Ler is a paralog of H-NS, which induces DNA condensation (26). H-NS and related proteins consist of an N-terminal oligomerization domain and a C-terminal DNA binding domain separated by a flexible linker (28). The N-terminal oligomerization domain of H-NS, which has low sequence similarity with Ler, contains three α-helical segments: the first two stabilize the structure, and the third and longest α-helix forms the core of a coiled-coil configuration (5, 10, 28). This coiled-coil region is essential for H-NS oligomerization (30, 32). Using PSIPRED (20), we found that the first two helices of H-NS have no counterparts in Ler, whereas a counterpart to the coiled-coil region was found in the Ler N terminus, as previously predicted (27). Two of the isolated Ler mutations (L16P and L23R) were located within this N-terminal coiled-coil domain. Unexpectedly, neither of these mutations prevented oligomerization, suggesting that this motif is not the sole determinant of Ler oligomerization. It is possible that in Ler, this domain is required for higher-order oligomerization or for the interaction of Ler with other proteins, possibly regulators. Importantly, these mutations caused a strong deficiency of DNA binding of the homooligomers, but they did not impose a dominant-negative effect upon wild-type Ler. How this domain contributes to DNA binding is not yet clear.
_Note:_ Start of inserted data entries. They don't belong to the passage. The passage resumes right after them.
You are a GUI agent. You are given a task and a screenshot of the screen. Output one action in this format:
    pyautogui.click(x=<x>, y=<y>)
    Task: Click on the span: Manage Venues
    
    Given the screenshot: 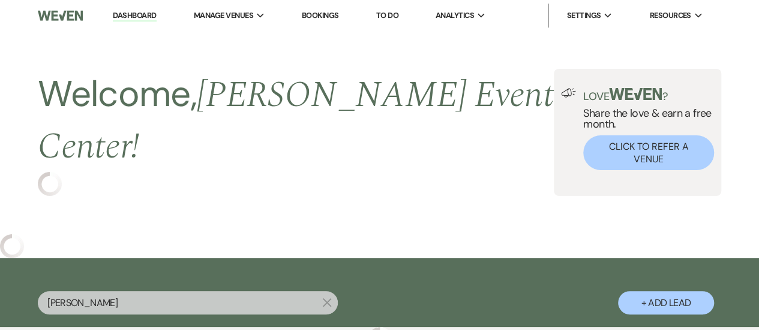 What is the action you would take?
    pyautogui.click(x=223, y=16)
The H-NS C-terminal DNA binding domain is conserved and highly similar to that of Ler (27), containing the consensus DNA binding motif: Y-X(6)-[GS]-[ED]-X(0,2)-T-W-[TS]-G-[QR]-G-[RK]-X-P-X(4,5)-A-X(3,4)-G (4, 8). It was consequently suggested that this domain might be the Ler DNA binding domain (27). In agreement with this prediction, most of the mutants isolated in our screen were clustered in this region. These mutations were either dominant-negative mutations, null mutations, or CID mutations (Fig. 8). Interestingly, in two cases, the same residue could be mutated to give different phenotypes. The G82V mutation caused a dominant-negative effect, whereas the G82E mutation was a CID mutation. Another case is G102R, which was a CID mutation, while G102E had a null phenotype.

The central flexible linker of H-NS is not essential for oligomerization but has been suggested to be involved in higher-order oligomerization (5). The central regions of H-NS and Ler are very different; still, we identified that the central region of Ler, around L56, is essential for oligomerization. L56P is the only mutation that completely prevented oligomerization. Moreover, truncation analysis suggests that this region is essential for the dominant-negative effect, suggesting that it is involved in oligomerization in vivo. These differences in the oligomerization mechanism and the dissimilarity between the N-terminal and central regions of H-NS and Ler may reflect some functional differences. Ler alleviates the H-NS silencing of only a few specific promoters that are flanked by one or two Ler DNA binding regions. Therefore, Ler probably does not function by forming Ler-H-NS heterodimers. In contrast, other proteins, closely related to H-NS, like StpA, can function by forming StpA-H-NS heterooligomers (32).

In conclusion, the results described in this report, together with the comparison of Ler to H-NS, suggest that Ler has three domains (Fig. 8): a C-terminal domain that functions as a DNA binding domain, a central domain that functions as a homo-oligomerization domain, and an N-terminal domain that may have a role in interacting with other proteins or in higher-order oligomerization. All three domains are essential for the DNA binding activity of Ler and for its role as a regulator.

Supplementary Material

[Supplemental material]

Acknowledgments

We thank G. Frankel for providing antibodies, S. Altuvia for providing the mutS strain, D. Friedberg for plasmid construction, and A. Gaton for solving the N-terminal sequence of Ler.

This work was supported by grants from the Israel-United States Binational Science Foundation, the Center of Study of Emerging Disease, the EraNet-PathoGenomic program (to I.R.), and the Abisch-Frenkel Foundation (to C.N. and I.R.). T.B. was supported by a Boehringer Ingelheim Fonds scholarship and G.Y. by the Einstein scholarship, sponsored by the Isaac Kaye Foundation.

Footnotes

Published ahead of print on 3 October 2008.